Tears coursed down my cheek. I wiped them with the back of my hand. Hateful woman!

Why did Tante Aimee send us to such a cruel person?

I stomped into the kitchen. Sophie took one look at me and ran over to give me a hug. “What’s wrong?”

I wasn’t going to say lashon ha’ra. It wouldn’t help to say what she did. It wouldn’t get me my notebook back.

“I’m okay. Show me how to bake bread.”

A few hours later, when the smell of bread baking filled the kitchen, Mrs. Cantor appeared in the room. “Bayla, I need you to buy some things at the store.” she said.

Mimi offered to go with me.

Mrs. Cantor shook her head. “No, Mimi is needed back in the barn. Jason wants to show you how to groom the horses.”

She handed me the list. I wanted to spit in her face, but I took a deep breath and listened to her directions for how to get to the store.

I headed down the long dirt road. It was so quiet. The usual hum of insects and the birdsong was absent. They must all be scared of Mrs. Cantor, I mused.

I was thinking of plans of how to find my notebook and get it back as I traipsed along the road leading towards the little town.

The bell to the general store tinkled as I opened the door. The sound was just like the bell at Mr. Cantor’s store. The exercise in the fresh air was pushing away my sour mood.

The storekeeper was in the back filling an order. I strolled around looking at the different products and tools on sale. Just then, I almost bumped into a familiar face. “Bayla?”

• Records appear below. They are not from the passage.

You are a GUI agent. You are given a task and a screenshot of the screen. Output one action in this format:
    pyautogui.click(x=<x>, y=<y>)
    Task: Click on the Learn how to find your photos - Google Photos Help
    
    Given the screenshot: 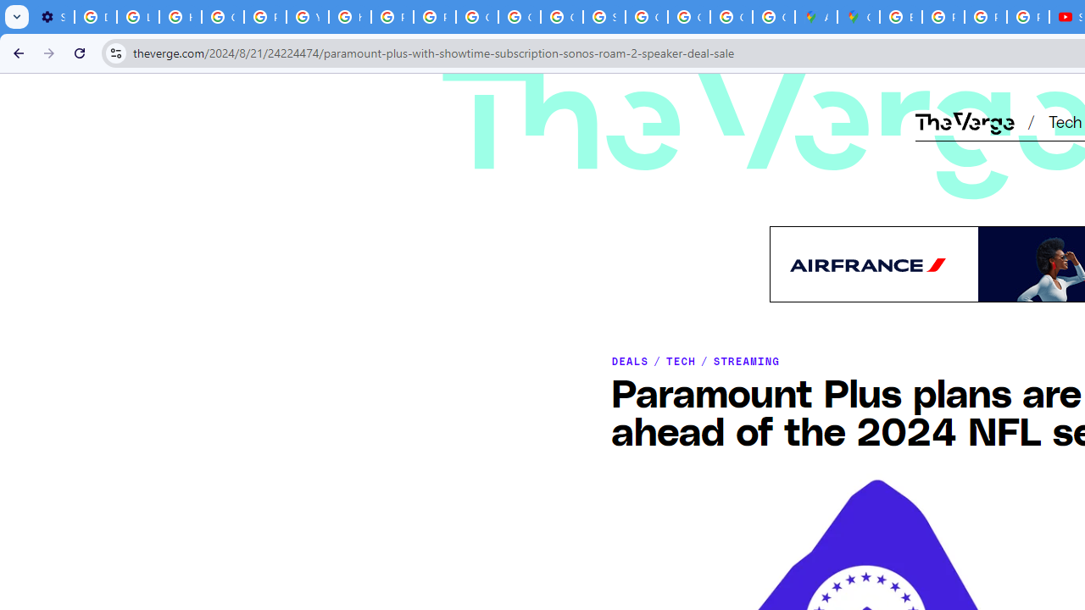 What is the action you would take?
    pyautogui.click(x=138, y=17)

“Hi,” I said shyly to Margie Truman, remembering she was the daughter of a senator.

“Hey, what brings you here?” she asked.

I showed her my list.

“My mother had the same idea. Come, want to see the ready-made dresses? I don’t buy read-made but a girl can dream.”

“Do you sew your clothing?” I asked.

“Some. My mother’s an expert seamstress when she has time.”

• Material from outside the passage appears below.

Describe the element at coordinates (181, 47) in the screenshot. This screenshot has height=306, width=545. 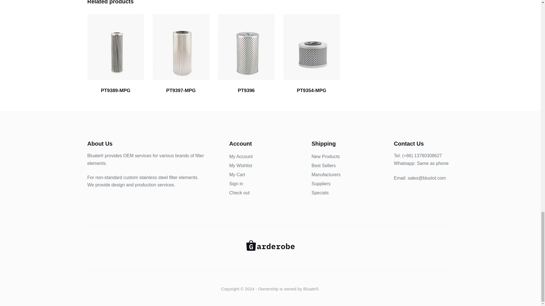
I see `P718-5` at that location.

Margie held a light blue dress with a white satin sash up against her and admired herself in the full-length mirror. Then she tried on a straw bonnet with a blue satin ribbon at the chin.

“Do you want to come tomorrow to play music together? We should get it in before school starts.” She crinkled her nose.

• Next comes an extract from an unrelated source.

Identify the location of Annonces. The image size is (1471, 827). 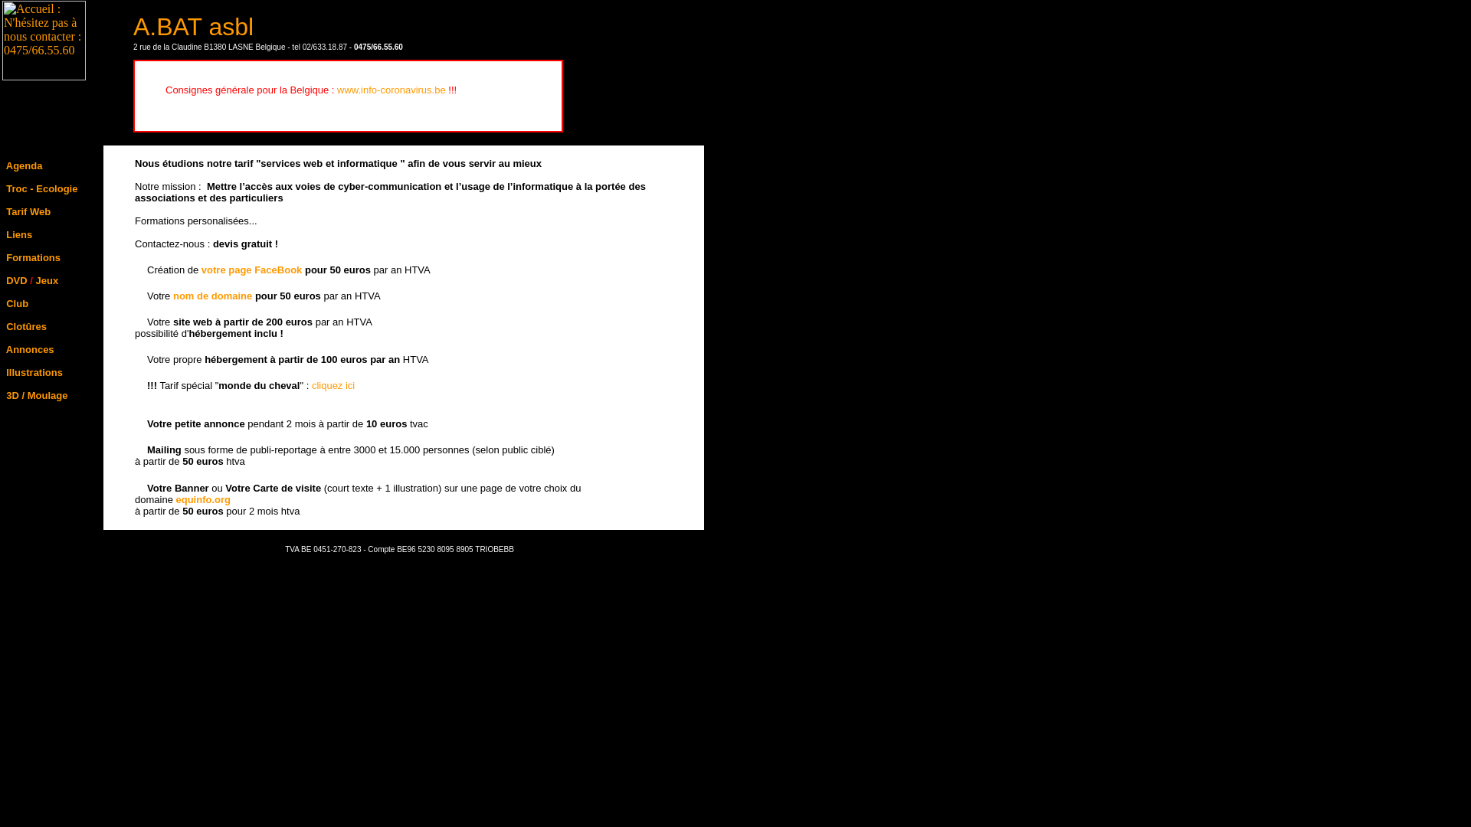
(31, 349).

“If we can get away. Mrs. Cantor keeps us super busy with chores.”

“Let’s walk home together.”

We both made our purchases and then we headed outside.

As we walked along chatting, I noticed a strong wind blowing through the trees. There was a swish and whirring sound that made it hard to hear Margie.

“That feels good.” She stopped and let the wind riffle through her blonde curls.

“What’s it like having your father in the government?” I asked.

“It’s what you get used to. I mean I’m just me. I have to go to Washington, though, from January to June. I hated that at first, but I got used to it. The hard part is I go to two different schools every year. I’m in Missouri till January and then I go to school in Washington till June. Still, Missouri is my home.”

Suddenly, there was a hush like the world was standing still.

“Look at the sky!” I said. The sky turned emerald.

Margie grabbed my hand. “Oh, no! Can you run fast?”

“Why, what’s…?” My words were swallowed by a howling roar. We ran and ran. She was pulling me, but I felt like the wind was buffeting us along. I was running but I couldn’t catch my breath. The air was heavy and thick. Dust swirled around us and tree branches creaked.

A siren shrieked.

Lightning slashed the sky. There was a roar like the world was exploding.

“Hurry,” Margie yelled. “It’s a twister!”

To be continued…


Susie Garber is the author of Secrets in Disguise (Menucha Publishers 2020), Denver Dreams (a novel, Jerusalem Publications, 2009), Memorable Characters…Magnificent Stories (Scholastic, 2002), Befriend (Menucha Publishers, 2013), The Road Less Traveled (Feldheim, 2015), fiction serials, and features in various magazines, including A Bridge in Time, historical fiction serial (Binyan Magazine, 2017). Fiction serial in The Jewish Press – Falling Star (2019), article in the Winter 2019 Jewish Action Magazine. She contributes to the community column for the Queens Jewish Link and writes freelance for Hamodia. She works as a writing consultant in many yeshivos and teaches creative writing to students of all ages.